TASK PROMPT: Return each line, exactly as given, from the one containing "Identify the location of The" through the end of the entries below, and skip the rest.

Dataset entries:
%%

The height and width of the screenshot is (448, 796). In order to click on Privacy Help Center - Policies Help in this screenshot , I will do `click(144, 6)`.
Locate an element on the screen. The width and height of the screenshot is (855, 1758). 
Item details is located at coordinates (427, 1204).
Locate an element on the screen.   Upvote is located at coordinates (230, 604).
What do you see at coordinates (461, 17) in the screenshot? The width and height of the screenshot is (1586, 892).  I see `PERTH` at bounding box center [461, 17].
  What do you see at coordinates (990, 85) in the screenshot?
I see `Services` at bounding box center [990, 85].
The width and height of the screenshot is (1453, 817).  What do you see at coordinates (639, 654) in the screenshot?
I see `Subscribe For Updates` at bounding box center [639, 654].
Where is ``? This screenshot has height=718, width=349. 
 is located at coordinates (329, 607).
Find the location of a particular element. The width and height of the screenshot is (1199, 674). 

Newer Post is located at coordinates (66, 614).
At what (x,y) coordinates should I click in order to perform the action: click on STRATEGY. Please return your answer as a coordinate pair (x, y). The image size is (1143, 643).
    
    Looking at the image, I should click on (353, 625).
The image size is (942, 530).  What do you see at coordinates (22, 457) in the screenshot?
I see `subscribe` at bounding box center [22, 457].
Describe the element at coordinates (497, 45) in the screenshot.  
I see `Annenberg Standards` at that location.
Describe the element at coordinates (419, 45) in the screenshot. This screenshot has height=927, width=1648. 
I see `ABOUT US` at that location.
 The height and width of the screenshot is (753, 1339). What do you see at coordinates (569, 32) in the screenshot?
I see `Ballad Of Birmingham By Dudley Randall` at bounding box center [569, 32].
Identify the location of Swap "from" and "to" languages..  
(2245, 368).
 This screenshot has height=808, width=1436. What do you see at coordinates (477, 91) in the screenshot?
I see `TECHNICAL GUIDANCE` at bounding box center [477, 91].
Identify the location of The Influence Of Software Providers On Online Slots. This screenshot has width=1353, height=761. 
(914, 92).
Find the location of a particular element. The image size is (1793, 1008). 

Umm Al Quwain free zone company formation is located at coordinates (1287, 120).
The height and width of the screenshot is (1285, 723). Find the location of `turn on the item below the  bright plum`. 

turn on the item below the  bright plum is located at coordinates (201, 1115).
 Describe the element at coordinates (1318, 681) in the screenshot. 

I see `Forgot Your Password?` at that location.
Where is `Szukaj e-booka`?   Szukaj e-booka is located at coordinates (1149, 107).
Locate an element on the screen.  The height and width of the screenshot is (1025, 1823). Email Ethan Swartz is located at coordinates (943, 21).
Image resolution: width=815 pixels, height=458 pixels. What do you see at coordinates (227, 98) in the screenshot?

%%

TASK RESULT:
Identify the location of The Influence Of Software Providers On Online Slots. This screenshot has width=1353, height=761. 
(914, 92).
Find the location of a particular element. The image size is (1793, 1008). 

Umm Al Quwain free zone company formation is located at coordinates (1287, 120).
The height and width of the screenshot is (1285, 723). Find the location of `turn on the item below the  bright plum`. 

turn on the item below the  bright plum is located at coordinates (201, 1115).
 Describe the element at coordinates (1318, 681) in the screenshot. 

I see `Forgot Your Password?` at that location.
Where is `Szukaj e-booka`?   Szukaj e-booka is located at coordinates (1149, 107).
Locate an element on the screen.  The height and width of the screenshot is (1025, 1823). Email Ethan Swartz is located at coordinates (943, 21).
Image resolution: width=815 pixels, height=458 pixels. What do you see at coordinates (227, 98) in the screenshot?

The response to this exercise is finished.